Commit Message Guidelines

Use conventional commit format:

<type>(<scope>): <subject>

<body>

<footer>

Types:

  • feat: New feature
  • fix: Bug fix
  • docs: Documentation changes
  • style: Formatting, missing semi-colons, etc.
  • refactor: Code refactoring
  • test: Adding tests
  • chore: Maintenance

Examples:

git commit -m "docs: add async usage examples to README"
git commit -m "feat: add helper functions for common operations"
git commit -m "fix: correct get_user_balance usage in examples"
git commit -m "chore: update dependencies to latest versions"

Pull Request Checklist

Before submitting a PR:

  • Changes are tested and working
  • Code is formatted with black and isort
  • No linting errors from ruff
  • Documentation is updated (if applicable)
  • Examples are updated (if applicable)
  • Commit messages follow guidelines
  • No generated files are manually modified
  • PR description explains the changes

Architecture Deep Dive

How docsalot Generation Works

  1. Input: openapi.json specification
  2. Processing: docsalot reads the spec and generates:
    • Client classes for each endpoint group
    • Pydantic models for all request/response types
    • Type-safe methods with proper signatures
    • Async variants of all methods
  3. Output: Complete Python SDK

HTTP Flow

User Code
    ↓
GatewayzApi Client
    ↓
Module Client (e.g., ChatClient)
    ↓
RawClient (HTTP layer)
    ↓
ClientWrapper (adds auth, headers)
    ↓
HttpClient (httpx wrapper)
    ↓
HTTP Request → API

Authentication Flow

# Token is passed during initialization
client = GatewayzApi(token="sk-xxx", base_url="...")

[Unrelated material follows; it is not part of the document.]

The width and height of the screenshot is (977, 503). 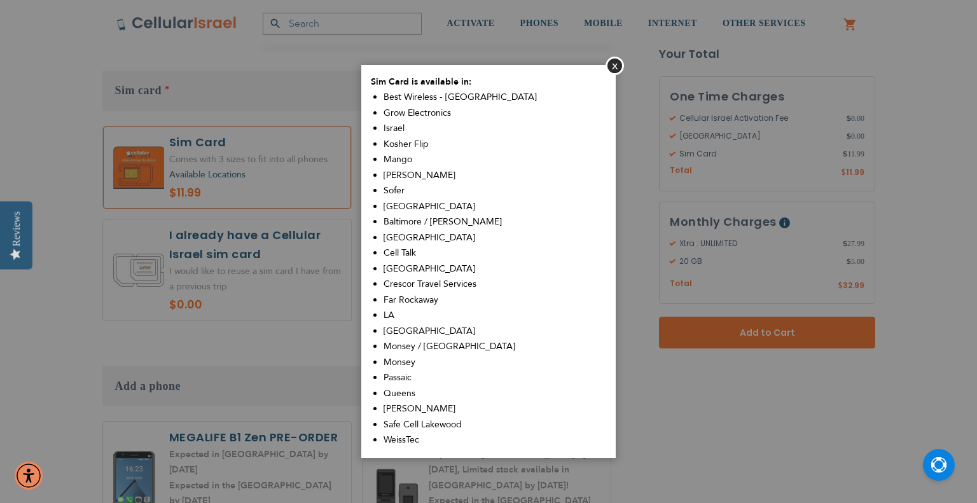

# ClientWrapper wraps the token
wrapper = SyncClientWrapper(token="sk-xxx", ...)

# HttpClient adds it to every request
headers = {"Authorization": f"Bearer {token}"}

Error Handling

API returns error
    ↓
HttpClient receives response
    ↓
ApiError raised (if status >= 400)
    ↓
Specific error type (e.g., UnprocessableEntityError)
    ↓
User's except block

Type System

All types are Pydantic v2 models:

# types/message.py (generated)
class Message(pydantic.BaseModel):
    role: str
    content: str

    # Automatic validation
    # Serialization to JSON
    # IDE autocomplete support

Troubleshooting

Import Errors

# Reinstall in editable mode
pip uninstall gatewayz -y
pip install -e .

Type Conflicts

If you see "types" module conflicts:

  • This is due to the types/ directory conflicting with Python's built-in types module
  • The SDK handles this, but running Python from the SDK directory can cause issues
  • Solution: Always run tests from outside the SDK directory or use absolute imports

Regeneration Issues

If SDK regeneration fails:

# Check docsalot version
docsalot --version

# Update docsalot
npm update -g docsalot-api

# Validate OpenAPI spec
docsalot check

Getting Help


License

By contributing, you agree that your contributions will be licensed under the same license as the project.